Common Mistake: Skipping the Squaring Step Cutting julienne or brunoise from an unsquared vegetable (still with its rounded, irregular exterior) produces cuts that vary significantly in cross-section - the edge pieces, from the curved exterior, are thinner than the interior pieces. This inconsistency makes even cooking impossible. Square the vegetable first, always. The trimmings from squaring are not wasted - they go into stock, soup, or a rough chop for a different preparation.


FAQ

Q: What is a mirepoix and does it need to be diced precisely?

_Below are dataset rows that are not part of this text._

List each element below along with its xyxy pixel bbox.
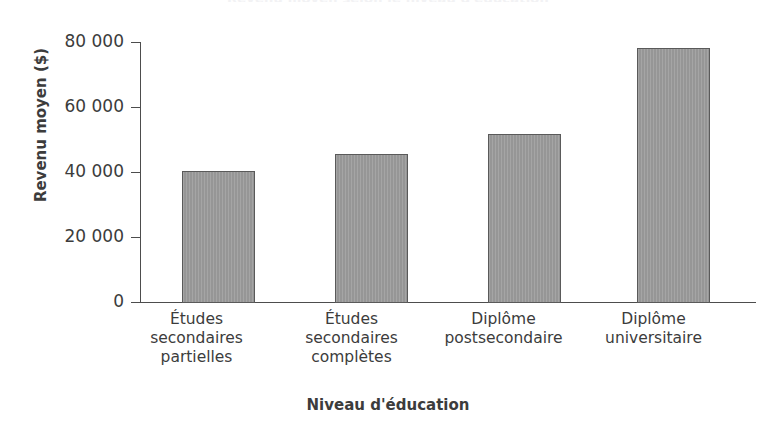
y-tick-4: 80 000 xyxy=(131,42,141,43)
bar-0 xyxy=(182,171,255,303)
bar-2 xyxy=(488,134,561,303)
x-tick-label-3: Diplôme universitaire xyxy=(561,310,746,348)
y-tick-label-3: 60 000 xyxy=(65,96,124,116)
y-tick-0: 0 xyxy=(131,302,141,303)
y-axis-title: Revenu moyen ($) xyxy=(32,15,50,235)
plot-area: 80 000 60 000 40 000 20 000 0 Études sec… xyxy=(140,42,756,303)
y-tick-label-2: 40 000 xyxy=(65,161,124,181)
chart-title: Revenu moyen selon le niveau d'éducation xyxy=(0,0,776,2)
y-tick-3: 60 000 xyxy=(131,107,141,108)
y-tick-label-1: 20 000 xyxy=(65,226,124,246)
y-tick-label-0: 0 xyxy=(113,291,124,311)
y-tick-2: 40 000 xyxy=(131,172,141,173)
bar-1 xyxy=(335,154,408,304)
bar-3 xyxy=(637,48,710,303)
bar-chart-figure: Revenu moyen selon le niveau d'éducation… xyxy=(0,0,776,428)
y-tick-label-4: 80 000 xyxy=(65,31,124,51)
y-tick-1: 20 000 xyxy=(131,237,141,238)
x-axis-title: Niveau d'éducation xyxy=(0,396,776,414)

Mirepoix is the aromatic vegetable base (onion, carrot, celery) used in stocks, braises, and soups. For stocks: rough chop - the mirepoix will be strained out. For braises where the vegetables remain in the dish: medium dice for even cooking. For a final sauce or preparation where texture matters: small dice. The precision matches the application.

Q: What is the difference between dice and chop?

Dice refers to a precise cube-shaped cut with consistent dimensions. Chop refers to irregular, approximate cuts where consistency is not the priority. Most recipe instructions that say "chop" accept any reasonably uniform irregular cut; instructions that say "dice" expect the cube-shaped precision described here.